No, after properly defining the function, (ie saying to use stdcall) i founddelphi wasn't balancing the stack properly on return of this function. Now after no poking around with windbg, i was able to determine, it wasn't balancing it by 4bytes. WTF!
How can something not balence by 4bytes, thats not some small acidental error on my part in the way i defined the funciton, thats pure borland logic error.
Umm, considering how few problems Delphi seems to have calling .DLLs in general, I'd say the trouble is actually in your call translation.
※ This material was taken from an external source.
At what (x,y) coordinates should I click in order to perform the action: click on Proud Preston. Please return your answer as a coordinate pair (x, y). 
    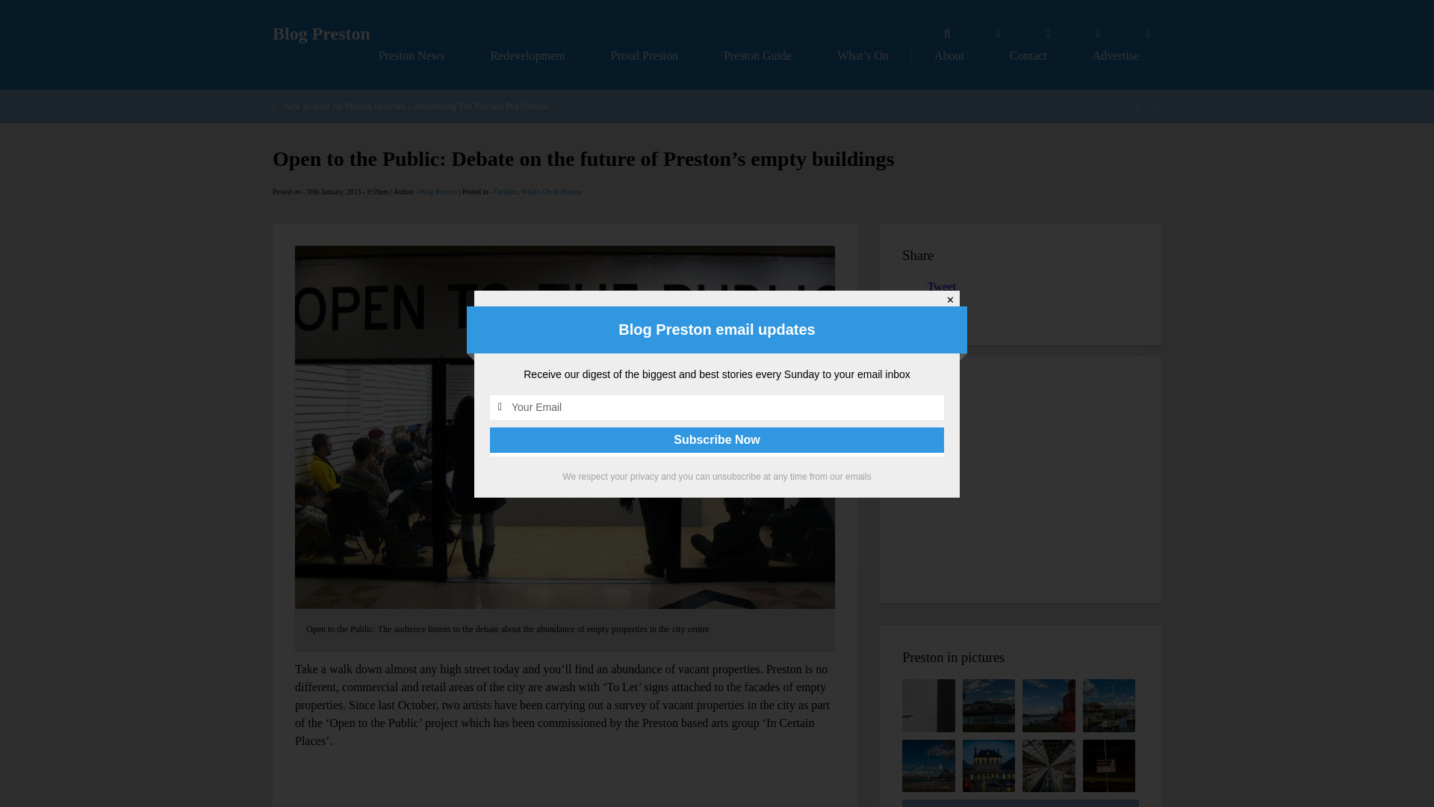
    Looking at the image, I should click on (644, 55).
One of three possibilities:
* Forgot to make it a function (even if you never use the result, prototyping it as procedure instead of function will cause a stack problem (most missing ones I see are forgetting to return an HRESULT)
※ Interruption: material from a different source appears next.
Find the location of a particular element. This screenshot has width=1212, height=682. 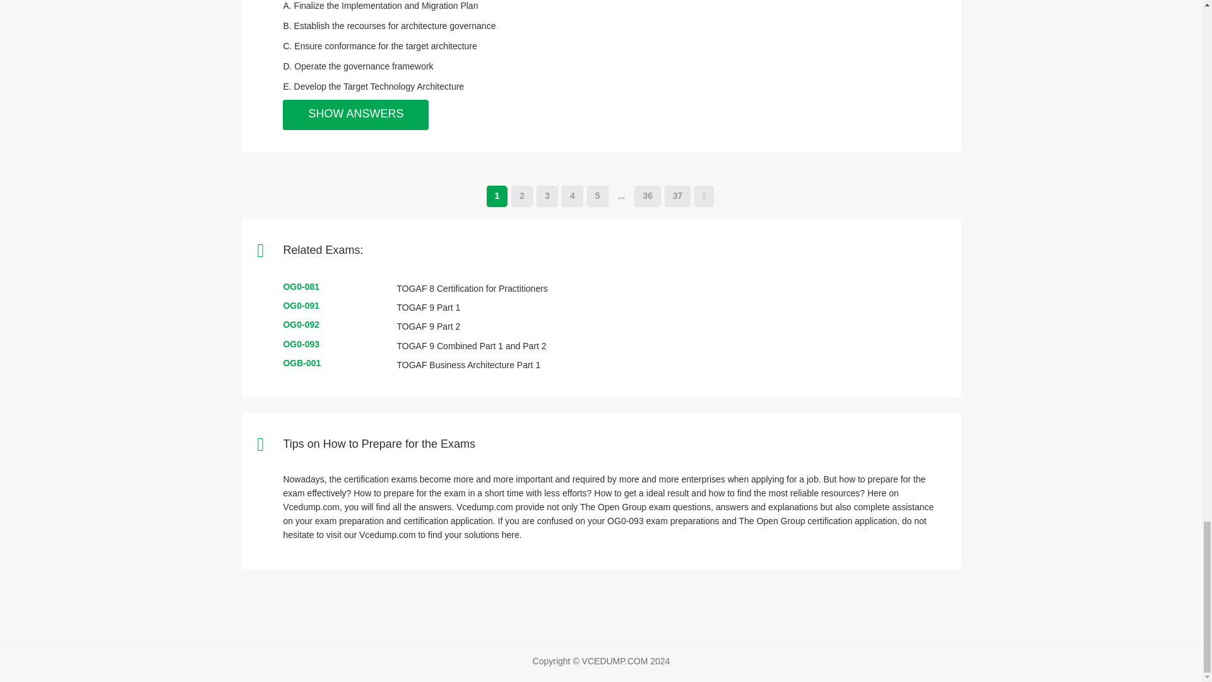

OGB-001 is located at coordinates (302, 363).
* Using or not using const, var or out
* One of the parameters is prototyped incorrectly (especially with strings and long strings)
GCC and MSVC often add a few lines of "padding" between functions as NOPs but these NEVER get executed, they are just there as overhead from linking.
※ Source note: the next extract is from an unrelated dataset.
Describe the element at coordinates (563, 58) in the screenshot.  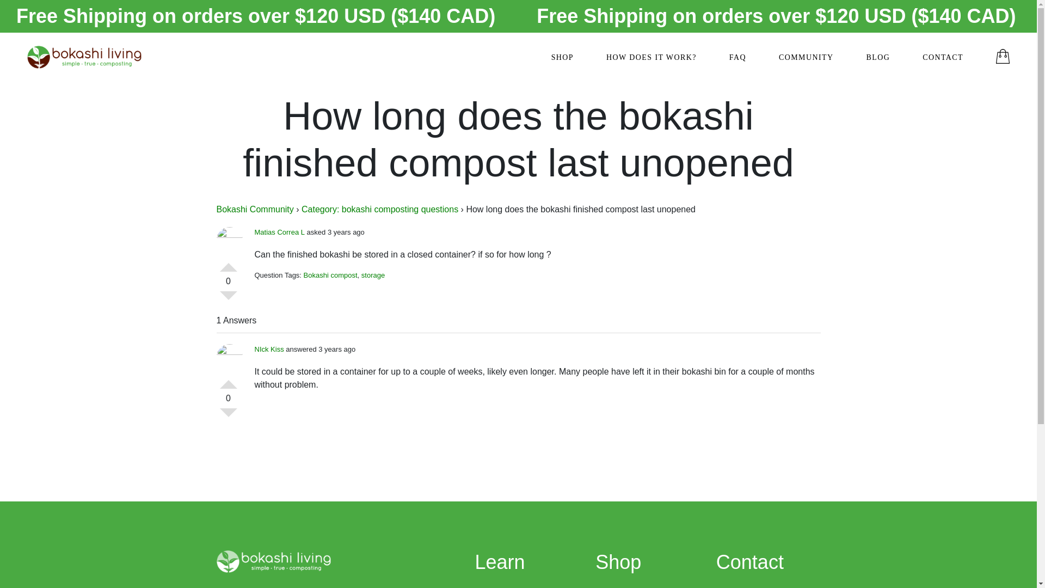
I see `SHOP` at that location.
If you ever manage to get a Delphi compile with symbols on, you'd find out that all those 'stupid-looking instructions' like MOV EAX, EAX are actually padding for 32-bit alignment - they occur after the RET and before the entry point of the next . I don't know why they don't use NOP, but it looks like they're trying to use no-effect instructions that take up a single line in a CPU view (NOP for a pad of 1 byte, MOV EAX,EAX for a pad of 2 bytes, and LEA EAX,[EAX+0x0] for 3 bytes).